There is another side to the story—the Catharist connection with feminism and the Jews that inflamed bad feeling and fanaticism on the Catholic side. The more closely the Catharist movement is studied, and it has been intensely examined in recent decades, the more it appears, either for reasons of continuity or because of fortuitous coincidence, to resemble the doctrine of a powerful antiorthodox church group in the eastern Mediterranean in the late first and second centuries A.D. that has come to be referred to as Gnosticism (from its claims to Gnosis, true knowledge). The Gnostic church was heavily infected by dualistic ideas adapted from Persian Manicheanism. As Elaine Pagels stressed, Gnosticism aroused the ire of the Catholic bishops by another characteristic—its proclivity to give women positions of leadership in its community at a time when the mainline church was becoming ever more male dominated and prone to marginalizing women’s capacity to lead or even to speak in ecclesiastical assemblies. Southern French Catharism of the early thirteenth century appeared to be not only heretically dualistic in its theology but more inclined than the Roman church to find a place of prominence or at least easy participation for women, and the latter quality probably made it attractive to nobility of Languedoc, who were more equitable in their attitude toward women (of their own class) than were the nobility of the north.

We do not know whether Gnosticism was perpetuated all through the early Middle Ages in Europe as an underground movement in Latin Christianity.

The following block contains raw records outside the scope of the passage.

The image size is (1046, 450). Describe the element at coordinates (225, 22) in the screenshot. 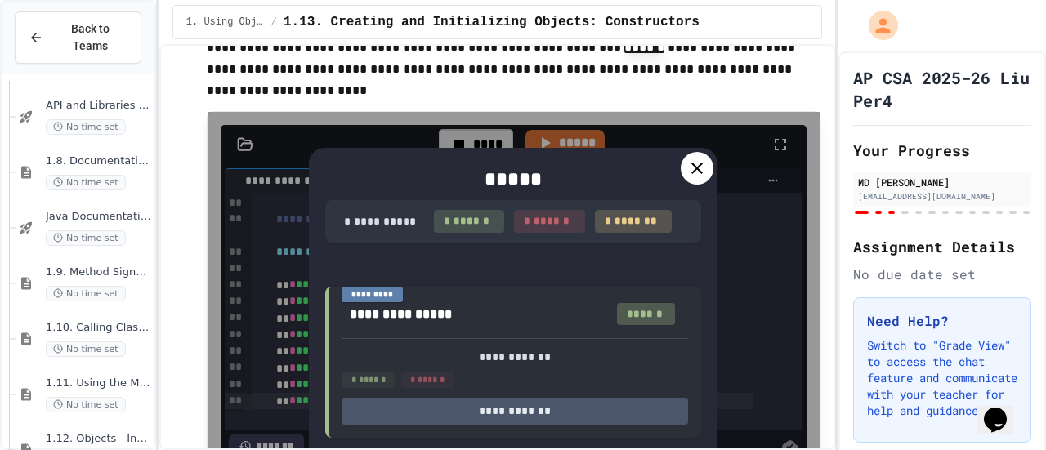

I see `span: 1. Using Objects and Methods` at that location.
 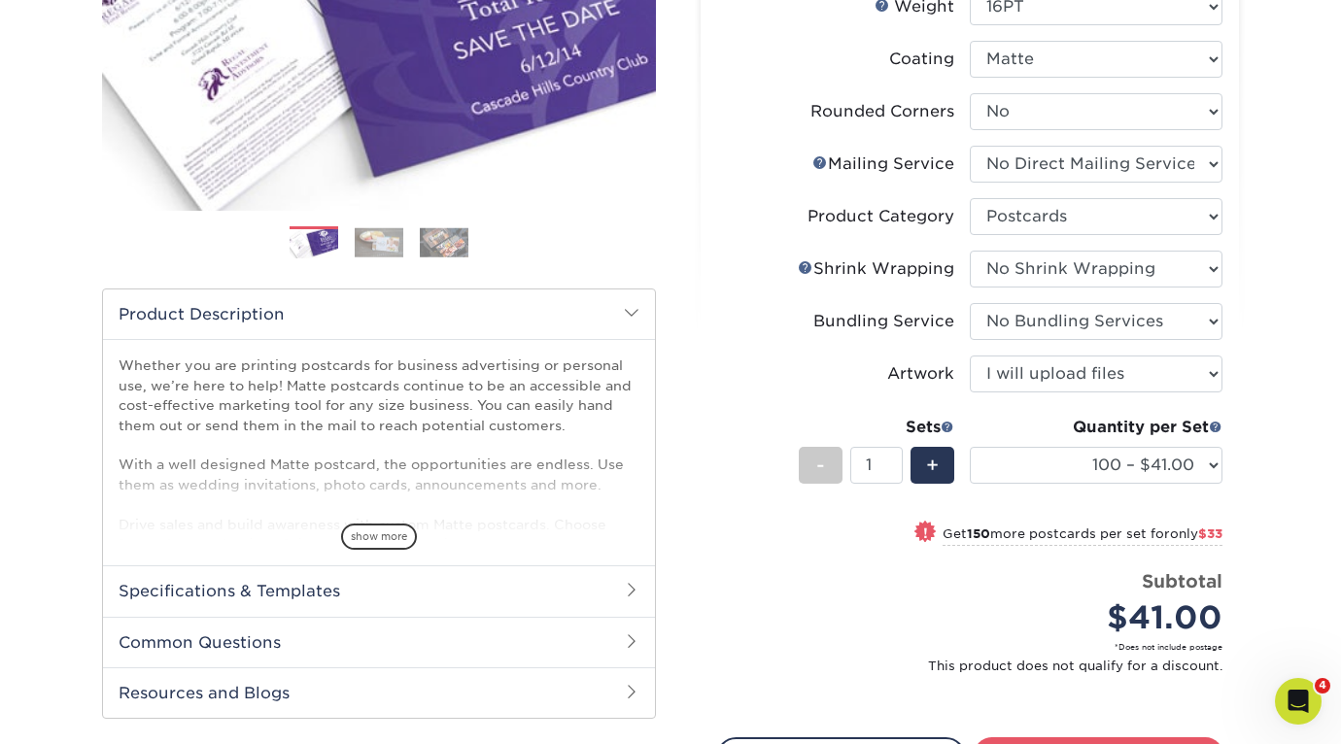 What do you see at coordinates (877, 428) in the screenshot?
I see `div: Sets` at bounding box center [877, 428].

In southern France it is more likely that the Christians picked up Gnostic ideas from the wealthy Jewish community. The great authority on the history of medieval Jewish mysticism, Gershom Scholem, identified a significant Gnostic strain in the Kabbalah, the Jewish mystical culture that emerged in Provence in the early thirteenth century. Both the Catharists and the Kabbalists believed in metempsychosis (the transmigration of souls). Therefore from one perspective, the rise of Catharism is a consequence of cultural transference from the Jewish to the Christian world in southern France. This Judaizing background of Catharism helps to explain the fury with which the papacy struggled against it and the increased tempo of the condemnation of the Jews by Rome in the early thirteenth century.

Catharism came to arouse more fear and hate in the papacy and the church hierarchy than these authorities themselves could fully articulate and explain. It revived (or continued in a highly visible form) the specter of ancient Gnosticism, early Christianity’s gravest threat and most formidable enemy. And the Catharists gave off intimations of the feminizing and Judaizing of the traditional Catholic faith that the hierarchy eventually came to realize that they had to encounter with every conceivable means at their disposal. It was a struggle for the soul of Europe.